Making room for Jesus.
4/1/2013 1:52:40 PM
March 31, 2013~Easter


 

Making room for Jesus.  (After Easter)

Hello. 

You put on a nicer shirt than normal to go to church, you sang more songs, the service was crowded, but truthfully--for you, Easter got here a little soon this year.  You really hadn’t had time to adequately prepare your heart—to really take time and remember all Jesus went through, all he suffered, so that you could truly feel the exhilaration of the empty tomb.  Happy Easter.  ‘Happy Resurrection Day!’ some folks are wont to say.  It was good to feel close to God, wasn’t it?  The question is—can you stay there?  And, how can you get even closer? The first thing that comes to mind is ‘Draw near to God, and he will draw near to you.’ James 4.8  Really?

But I am wondering, Friend… do you have any room in your life for God?  When you decide to get physically fit, you have to make room in your life for exercise and also choose to give attention to proper nutrition as well . . . and the same thing applies if you want to get spiritually fit.  You must make room.  I mean, really, were you thinking you would invite God “in” and give him what—a little corner of yourself?  ‘Come on in, God, change me, grow me—I’ve given you this little bit of myself . . . so come on, perform—‘ That’s what so many of us do, and then we wonder why nothing really seems to change.

You see, practicing spiritual disciplines—like Bible study, even praying in earnest--is great, but I think it would be easy to miss that what God really wants is our heart.  He is not really interested in just a little corner; he wants all of us.  Maybe we fall backward in our spiritual walks because we either fail to give him our whole hearts from the ‘get go’, or we just keep knocking him out of the way, and putting ourselves—our wills and wants--back in charge. 

Several times in the last year we have discussed the problem with contemporary Christianity—it just is not very Christ-like, in many respects.

I think that is because we Christians are not a terribly committed lot.  [note to self: the first Christians did not name themselves; people who knew them gave them that name because they were little Christs—that is to say, they lived like Jesus . . .  I’m wondering who watches my life, and says, ‘she is Christ-like’ – and you?  Do people observe your life and know you follow Jesus?  Just a thought-] We are committed to the extent that it suits us, maybe to what is visible to others, but not to where it would inconvenience us or require too much of us.

Jesus taught that following him would be costly; he said we would have to ‘deny’ ourselves.  (I do not do that very well.)   Jesus did not teach that being a Christian would make us popular or prosperous.  So should you choose to just dabble in Christianity that is okay, but honestly, that is all it will be—just okay.  Besides, I’m not sure how interested God is in the fragmented self we offer; after all, God sent the MOST he had,

the MOST he could give,

the BEST he had . . . his one precious Son, our risen Lord.

How ‘you doin’?  How much room are you willing to give Jesus in your life?  How much of you are you willing to commit?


Reproduce the records below exactly, leaving their images out.

· · ·

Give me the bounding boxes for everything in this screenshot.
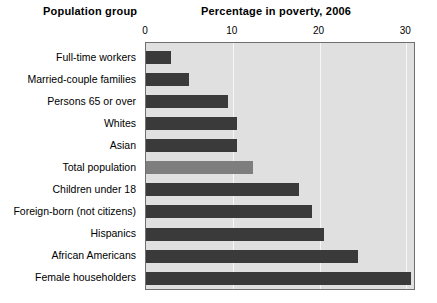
x-tick-label-30: 30 [400,25,411,37]
bar-row [146,47,414,69]
bar-total-population [146,161,253,174]
bar-row [146,157,414,179]
bar-row [146,179,414,201]
bar-row [146,135,414,157]
category-label-column: Full-time workersMarried-couple families… [0,42,141,290]
category-label-children-under-18: Children under 18 [0,178,141,200]
category-label-whites: Whites [0,112,141,134]
category-label-married-couple-families: Married-couple families [0,68,141,90]
plot-area [145,42,415,290]
bars-layer [146,43,414,289]
bar-children-under-18 [146,183,299,196]
bar-row [146,69,414,91]
bar-persons-65-or-over [146,95,228,108]
bar-asian [146,139,237,152]
category-label-foreign-born-not-citizens: Foreign-born (not citizens) [0,200,141,222]
bar-row [146,245,414,267]
bar-married-couple-families [146,73,189,86]
category-label-total-population: Total population [0,156,141,178]
category-label-asian: Asian [0,134,141,156]
bar-foreign-born-not-citizens [146,205,312,218]
x-tick-label-20: 20 [313,25,324,37]
chart-header-row: Population group Percentage in poverty, … [0,0,437,24]
bar-row [146,223,414,245]
bar-female-householders [146,272,411,285]
category-label-persons-65-or-over: Persons 65 or over [0,90,141,112]
category-label-female-householders: Female householders [0,266,141,288]
category-label-hispanics: Hispanics [0,222,141,244]
bar-african-americans [146,250,358,263]
bar-full-time-workers [146,51,171,64]
bar-row [146,91,414,113]
bar-row [146,113,414,135]
bar-row [146,201,414,223]
bar-hispanics [146,228,324,241]
x-tick-label-10: 10 [226,25,237,37]
category-label-african-americans: African Americans [0,244,141,266]
bar-whites [146,117,237,130]
population-group-header: Population group [43,5,137,17]
percentage-in-poverty-header: Percentage in poverty, 2006 [201,5,351,17]
category-label-full-time-workers: Full-time workers [0,46,141,68]
x-tick-label-0: 0 [142,25,148,37]
bar-row [146,267,414,289]
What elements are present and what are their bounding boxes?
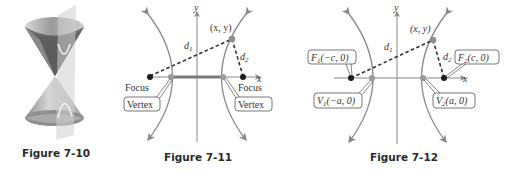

· · ·

* Answer section
Give me the bounding boxes for everything in this screenshot.
x-tick-label-30: 30 [400,25,411,37]
bar-row [146,47,414,69]
bar-total-population [146,161,253,174]
bar-row [146,157,414,179]
bar-row [146,179,414,201]
bar-row [146,135,414,157]
category-label-column: Full-time workersMarried-couple families… [0,42,141,290]
category-label-children-under-18: Children under 18 [0,178,141,200]
category-label-whites: Whites [0,112,141,134]
category-label-married-couple-families: Married-couple families [0,68,141,90]
plot-area [145,42,415,290]
bars-layer [146,43,414,289]
bar-children-under-18 [146,183,299,196]
bar-row [146,69,414,91]
bar-persons-65-or-over [146,95,228,108]
bar-asian [146,139,237,152]
category-label-foreign-born-not-citizens: Foreign-born (not citizens) [0,200,141,222]
bar-row [146,245,414,267]
bar-married-couple-families [146,73,189,86]
category-label-total-population: Total population [0,156,141,178]
category-label-asian: Asian [0,134,141,156]
bar-foreign-born-not-citizens [146,205,312,218]
x-tick-label-20: 20 [313,25,324,37]
chart-header-row: Population group Percentage in poverty, … [0,0,437,24]
bar-row [146,223,414,245]
bar-female-householders [146,272,411,285]
category-label-persons-65-or-over: Persons 65 or over [0,90,141,112]
category-label-female-householders: Female householders [0,266,141,288]
category-label-hispanics: Hispanics [0,222,141,244]
bar-african-americans [146,250,358,263]
bar-full-time-workers [146,51,171,64]
bar-row [146,91,414,113]
bar-row [146,113,414,135]
bar-row [146,201,414,223]
bar-hispanics [146,228,324,241]
x-tick-label-10: 10 [226,25,237,37]
category-label-african-americans: African Americans [0,244,141,266]
bar-whites [146,117,237,130]
population-group-header: Population group [43,5,137,17]
percentage-in-poverty-header: Percentage in poverty, 2006 [201,5,351,17]
category-label-full-time-workers: Full-time workers [0,46,141,68]
x-tick-label-0: 0 [142,25,148,37]
bar-row [146,267,414,289]
What elements are present and what are their bounding boxes?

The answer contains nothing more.